20. Austin O’Malley, The Ethics of Medical Homicide and Mutilation (New York: Devin-Adair, 1919), 131.

21. J. Whitridge Williams, Obstetrics, 4th ed. (New York: D. Appleton and Co., 1917), 677–82; Eben Foskett, “A Study of 117 Cases of Ectopic Gestation: From the Service of Dr. Henry C. Coe, Bellevue Hospital,” Amer. J. Obstet. Dis. Women Child. 74, no. 2 (1916): 232; Thurston Schott Welton, “Extrauterine Pregnancy with a Report of Three Unusual Cases,” Trans. Amer. Assoc. Obstet. Gyn. 71, no. 3 (1915): 434.

22. R. S. Statham and H. L. Shepherd, “Ectopic Pregnancy,” Bristol Med. Chir. J. 48, no. 179 (1931): 15–34.

23. Bouscaren, Ectopic and Pathological Pregnancy (n. 15), 46.

24. Ibid., 47.

25. Ibid., 60.

26. Henry Davis, S.J., Moral and Pastoral Theology in Four Volumes, vol. 2: Commandments of God, Precepts of the Church, 3rd ed. (London: Sheed and Ward, 1935), 174–75.

27. Ibid., 174–75.

28. Ibid., 175.

29. Elmer Schleuter, “Ectopic Gestation: Medical Aspects,” Ecclesiastical Rev. 105, no. 2 (August 1941): 81–94, quotation on 92.

30. J. Morris Slemons, “Ectopic Pregnancy—Its Recognition and Treatment,” Calif.

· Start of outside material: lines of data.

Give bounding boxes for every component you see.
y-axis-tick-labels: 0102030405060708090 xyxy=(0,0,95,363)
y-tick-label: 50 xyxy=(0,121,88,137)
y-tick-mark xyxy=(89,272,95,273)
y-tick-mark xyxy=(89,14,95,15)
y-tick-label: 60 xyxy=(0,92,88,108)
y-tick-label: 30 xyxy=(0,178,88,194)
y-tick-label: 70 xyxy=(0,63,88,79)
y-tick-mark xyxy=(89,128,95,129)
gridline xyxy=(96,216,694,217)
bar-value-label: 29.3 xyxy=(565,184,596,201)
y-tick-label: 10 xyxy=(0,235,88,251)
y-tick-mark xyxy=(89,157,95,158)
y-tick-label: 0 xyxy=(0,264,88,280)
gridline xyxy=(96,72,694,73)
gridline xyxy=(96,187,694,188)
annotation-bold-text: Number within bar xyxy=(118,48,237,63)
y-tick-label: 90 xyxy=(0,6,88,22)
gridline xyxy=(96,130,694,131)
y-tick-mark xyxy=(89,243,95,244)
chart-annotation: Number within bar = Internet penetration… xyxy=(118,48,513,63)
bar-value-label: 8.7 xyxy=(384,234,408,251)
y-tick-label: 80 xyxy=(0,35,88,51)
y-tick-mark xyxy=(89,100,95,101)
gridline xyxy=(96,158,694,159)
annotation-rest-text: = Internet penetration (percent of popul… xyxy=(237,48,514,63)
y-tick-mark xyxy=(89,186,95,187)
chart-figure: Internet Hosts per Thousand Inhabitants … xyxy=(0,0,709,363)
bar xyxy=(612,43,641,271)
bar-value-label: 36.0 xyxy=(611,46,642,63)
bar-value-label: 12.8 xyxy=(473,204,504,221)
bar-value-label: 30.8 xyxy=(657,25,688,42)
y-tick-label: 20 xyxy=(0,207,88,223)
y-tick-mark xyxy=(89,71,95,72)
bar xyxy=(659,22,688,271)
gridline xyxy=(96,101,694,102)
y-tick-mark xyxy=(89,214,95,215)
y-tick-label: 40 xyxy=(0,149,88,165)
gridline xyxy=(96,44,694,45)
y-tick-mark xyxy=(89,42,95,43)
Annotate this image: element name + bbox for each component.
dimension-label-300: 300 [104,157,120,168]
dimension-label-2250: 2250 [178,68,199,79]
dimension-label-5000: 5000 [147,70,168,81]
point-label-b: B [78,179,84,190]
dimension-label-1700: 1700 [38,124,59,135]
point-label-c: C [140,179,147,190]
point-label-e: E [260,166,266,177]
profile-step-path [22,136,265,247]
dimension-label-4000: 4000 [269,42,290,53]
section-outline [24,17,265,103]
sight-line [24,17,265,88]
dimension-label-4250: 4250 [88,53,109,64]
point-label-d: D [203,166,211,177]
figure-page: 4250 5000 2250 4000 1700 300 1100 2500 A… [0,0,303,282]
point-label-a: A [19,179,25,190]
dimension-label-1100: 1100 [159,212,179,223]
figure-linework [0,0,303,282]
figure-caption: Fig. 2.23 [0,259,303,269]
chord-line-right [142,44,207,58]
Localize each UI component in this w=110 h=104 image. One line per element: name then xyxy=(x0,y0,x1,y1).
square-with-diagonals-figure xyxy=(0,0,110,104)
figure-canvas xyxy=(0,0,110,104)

West. Med. 41, no. 5 (1935): 298–99.

31. Edwin J. Healy, S.J., Medical Ethics (Chicago: Loyola University Press, 1956), 225.

32. Skubisz and Tong, “Evolution of Methotrexate” (n. 7).

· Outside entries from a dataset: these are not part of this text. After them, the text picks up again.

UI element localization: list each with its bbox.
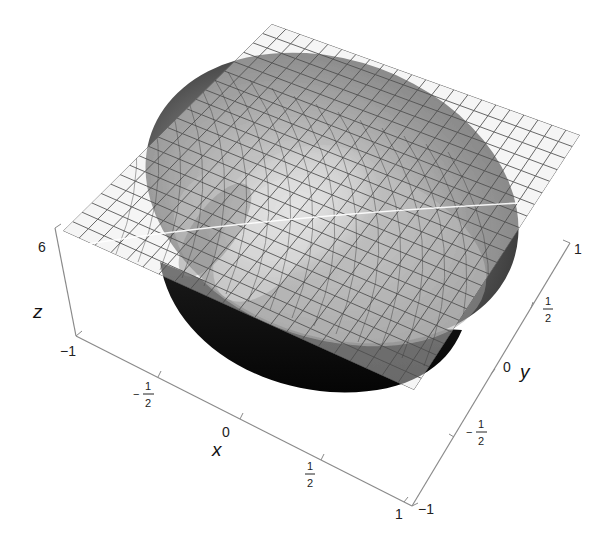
surface-plot: 6 z −1 − 1 2 0 x 1 2 1 −1 − 1 2 0 y 1 2 … (0, 0, 610, 546)
y-axis-label: y (518, 361, 531, 382)
x-tick-0: 0 (222, 424, 230, 440)
svg-text:2: 2 (145, 397, 151, 409)
y-tick-neg-half: − 1 2 (466, 418, 487, 447)
y-tick-1: 1 (574, 241, 582, 257)
x-tick-neg-half: − 1 2 (133, 380, 154, 409)
svg-text:−: − (466, 426, 472, 438)
intersect-plane (63, 24, 580, 390)
z-axis-line (55, 228, 76, 336)
y-tick-neg1: −1 (418, 501, 434, 517)
svg-text:1: 1 (145, 380, 151, 392)
svg-text:1: 1 (307, 460, 313, 472)
svg-text:1: 1 (545, 295, 551, 307)
svg-text:2: 2 (307, 477, 313, 489)
x-tick-neg1: −1 (60, 343, 76, 359)
svg-text:2: 2 (545, 312, 551, 324)
x-tick-1: 1 (395, 506, 403, 522)
svg-text:1: 1 (478, 418, 484, 430)
x-axis-label: x (211, 439, 223, 460)
svg-text:2: 2 (478, 435, 484, 447)
y-tick-half: 1 2 (543, 295, 553, 324)
z-tick-6: 6 (38, 239, 46, 255)
z-axis-label: z (32, 301, 43, 322)
y-tick-0: 0 (503, 359, 511, 375)
svg-text:−: − (133, 388, 139, 400)
x-tick-half: 1 2 (305, 460, 315, 489)
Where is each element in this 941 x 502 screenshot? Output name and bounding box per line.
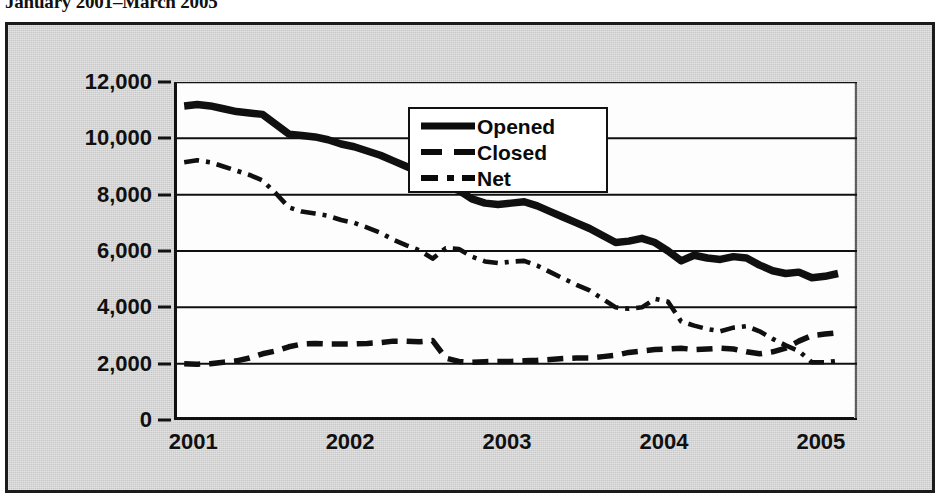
dash-dot-line-swatch-icon [419, 168, 477, 188]
chart-frame: 12,00010,0008,0006,0004,0002,0000 200120… [5, 22, 935, 493]
x-axis-tick-label: 2002 [326, 429, 375, 455]
y-axis-labels: 12,00010,0008,0006,0004,0002,0000 [28, 82, 152, 420]
y-axis-tick-mark [158, 193, 171, 196]
legend-item-net: Net [410, 165, 606, 191]
legend-label-net: Net [477, 168, 511, 189]
solid-line-swatch-icon [419, 116, 477, 136]
legend-label-opened: Opened [477, 116, 555, 137]
y-axis-tick-label: 8,000 [32, 182, 152, 208]
legend-label-closed: Closed [477, 142, 547, 163]
legend-item-opened: Opened [410, 113, 606, 139]
x-axis-tick-label: 2003 [483, 429, 532, 455]
y-axis-tick-label: 12,000 [32, 69, 152, 95]
y-axis-tick-label: 10,000 [32, 125, 152, 151]
y-axis-tick-mark [158, 137, 171, 140]
y-axis-tick-mark [158, 419, 171, 422]
dashed-line-swatch-icon [419, 142, 477, 162]
chart-legend: Opened Closed Net [408, 107, 608, 193]
y-axis-tick-label: 0 [32, 407, 152, 433]
x-axis-tick-label: 2004 [639, 429, 688, 455]
y-axis-tick-mark [158, 362, 171, 365]
page-title: January 2001–March 2005 [5, 0, 705, 13]
series-line-closed [184, 333, 838, 365]
x-axis-tick-label: 2001 [169, 429, 218, 455]
legend-item-closed: Closed [410, 139, 606, 165]
x-axis-tick-label: 2005 [796, 429, 845, 455]
y-axis-tick-mark [158, 81, 171, 84]
y-axis-tick-label: 6,000 [32, 238, 152, 264]
x-axis-labels: 20012002200320042005 [174, 429, 874, 469]
y-axis-tick-mark [158, 250, 171, 253]
y-axis-tick-label: 4,000 [32, 294, 152, 320]
y-axis-tick-label: 2,000 [32, 351, 152, 377]
y-axis-tick-mark [158, 306, 171, 309]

33. See, for example: “Doctor Talks about Ectopic Pregnancy,” McCall’s 85, no. 4 (July 1958): 4; Goodrich C. Schauffler, “Tell Me, Doctor . . . ,” Ladies’ Home J. 77, no. 4 (April 1960): 34, 36, 38; “What Is Meant by an Ectopic Pregnancy,” Good Housekeeping 165, no. 2 (August 1967): 175.

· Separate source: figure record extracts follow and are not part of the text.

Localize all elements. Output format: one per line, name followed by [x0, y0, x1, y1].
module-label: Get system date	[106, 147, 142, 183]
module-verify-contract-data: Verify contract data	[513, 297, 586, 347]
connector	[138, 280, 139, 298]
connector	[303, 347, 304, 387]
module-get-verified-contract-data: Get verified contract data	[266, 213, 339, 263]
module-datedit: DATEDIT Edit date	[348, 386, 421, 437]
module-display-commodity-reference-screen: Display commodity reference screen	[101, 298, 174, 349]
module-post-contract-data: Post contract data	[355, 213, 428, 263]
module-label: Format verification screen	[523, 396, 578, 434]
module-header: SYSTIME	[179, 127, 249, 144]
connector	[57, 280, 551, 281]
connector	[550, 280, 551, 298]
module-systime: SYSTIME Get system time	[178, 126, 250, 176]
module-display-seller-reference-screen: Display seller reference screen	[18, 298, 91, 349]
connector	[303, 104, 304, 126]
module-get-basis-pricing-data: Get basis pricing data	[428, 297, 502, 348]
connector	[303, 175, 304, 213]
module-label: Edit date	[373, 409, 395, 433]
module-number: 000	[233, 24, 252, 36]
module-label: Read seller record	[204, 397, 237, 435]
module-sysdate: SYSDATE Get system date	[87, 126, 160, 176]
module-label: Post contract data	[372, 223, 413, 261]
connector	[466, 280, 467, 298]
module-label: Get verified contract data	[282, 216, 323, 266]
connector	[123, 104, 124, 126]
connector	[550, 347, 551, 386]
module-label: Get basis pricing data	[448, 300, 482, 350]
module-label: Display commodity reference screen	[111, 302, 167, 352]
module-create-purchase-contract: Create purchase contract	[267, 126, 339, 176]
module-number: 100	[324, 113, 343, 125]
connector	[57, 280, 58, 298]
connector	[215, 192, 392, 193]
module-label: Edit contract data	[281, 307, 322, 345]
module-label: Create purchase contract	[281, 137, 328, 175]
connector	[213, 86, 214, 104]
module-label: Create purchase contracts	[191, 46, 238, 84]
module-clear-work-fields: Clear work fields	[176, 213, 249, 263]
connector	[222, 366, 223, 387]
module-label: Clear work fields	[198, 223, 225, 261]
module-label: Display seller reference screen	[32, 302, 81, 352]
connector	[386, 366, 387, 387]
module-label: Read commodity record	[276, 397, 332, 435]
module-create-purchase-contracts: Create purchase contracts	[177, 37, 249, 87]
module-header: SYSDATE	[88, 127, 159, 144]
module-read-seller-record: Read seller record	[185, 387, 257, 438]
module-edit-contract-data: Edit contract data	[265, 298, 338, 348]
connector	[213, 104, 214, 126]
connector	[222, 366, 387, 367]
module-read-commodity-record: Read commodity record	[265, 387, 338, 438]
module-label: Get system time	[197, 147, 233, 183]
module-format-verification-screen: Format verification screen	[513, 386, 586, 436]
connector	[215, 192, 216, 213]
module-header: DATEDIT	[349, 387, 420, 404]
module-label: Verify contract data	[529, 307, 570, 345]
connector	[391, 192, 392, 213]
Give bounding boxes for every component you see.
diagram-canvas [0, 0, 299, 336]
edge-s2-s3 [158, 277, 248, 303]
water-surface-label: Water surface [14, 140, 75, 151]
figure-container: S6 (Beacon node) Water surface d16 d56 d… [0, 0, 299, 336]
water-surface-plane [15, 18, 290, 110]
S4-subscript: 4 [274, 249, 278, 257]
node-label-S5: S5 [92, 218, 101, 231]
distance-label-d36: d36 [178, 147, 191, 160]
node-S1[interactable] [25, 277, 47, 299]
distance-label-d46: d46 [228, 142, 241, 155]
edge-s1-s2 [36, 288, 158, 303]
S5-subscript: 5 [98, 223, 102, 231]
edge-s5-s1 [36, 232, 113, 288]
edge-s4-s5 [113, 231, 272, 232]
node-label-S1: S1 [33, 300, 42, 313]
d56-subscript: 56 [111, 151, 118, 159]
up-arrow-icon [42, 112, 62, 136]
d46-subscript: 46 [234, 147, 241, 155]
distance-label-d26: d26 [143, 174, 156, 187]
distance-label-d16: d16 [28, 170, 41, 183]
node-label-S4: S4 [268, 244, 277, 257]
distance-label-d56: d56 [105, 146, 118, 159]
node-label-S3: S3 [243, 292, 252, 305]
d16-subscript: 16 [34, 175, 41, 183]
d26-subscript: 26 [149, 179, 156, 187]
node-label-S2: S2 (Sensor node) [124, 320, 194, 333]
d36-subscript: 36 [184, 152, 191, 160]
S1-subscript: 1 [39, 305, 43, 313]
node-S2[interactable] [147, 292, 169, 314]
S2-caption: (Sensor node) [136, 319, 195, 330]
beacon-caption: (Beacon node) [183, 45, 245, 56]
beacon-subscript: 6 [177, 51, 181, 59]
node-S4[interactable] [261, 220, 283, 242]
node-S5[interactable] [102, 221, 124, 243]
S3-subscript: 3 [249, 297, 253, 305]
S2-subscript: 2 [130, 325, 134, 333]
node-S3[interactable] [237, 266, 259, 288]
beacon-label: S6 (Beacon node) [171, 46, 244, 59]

34. Ron Hamel, “Catholic Hospitals and Ectopic Pregnancies,” Health Care Ethics USA 19, no. 2 (Winter 2011): 27–29, 28.

35. Matthew A. Hamilton, “Choose Compassion during Complex Pregnancies,” U.S. Catholic Mag., April 15, 2021, https://uscatholic.org/articles/202104/choose-compassion-during-complex-pregnancies.

36. A. M. Foster, A. Dennis, and F. Smith, “Do Religious Restrictions Influence Ectopic Pregnancy Management? A National Qualitative Study,” Women’s Health Issues 21, no. 2 (2011): 104–9.

37. Peter A. Clark, “Methotrexate and Tubal Pregnancies: Direct or Indirect Abortion?,” Linacre Quart. 67 (2000): 7–24; Thomas A. Shannon, “Reflections on Peter Clark’s Moral Analysis of the Use of Methotrexate in Ectopic Pregnancies,” Virtual Mentor 9, no. 5 (May 2007): 356–58.

38. Hamel, “Catholic Hospitals and Ectopic Pregnancies” (n. 34), 28.

39. Fr. Tad Pacholczyk, “When Pregnancy Goes Awry,” in Making Sense of Bioethics (Philadelphia: National Center for Catholic Bioethics, October 2009).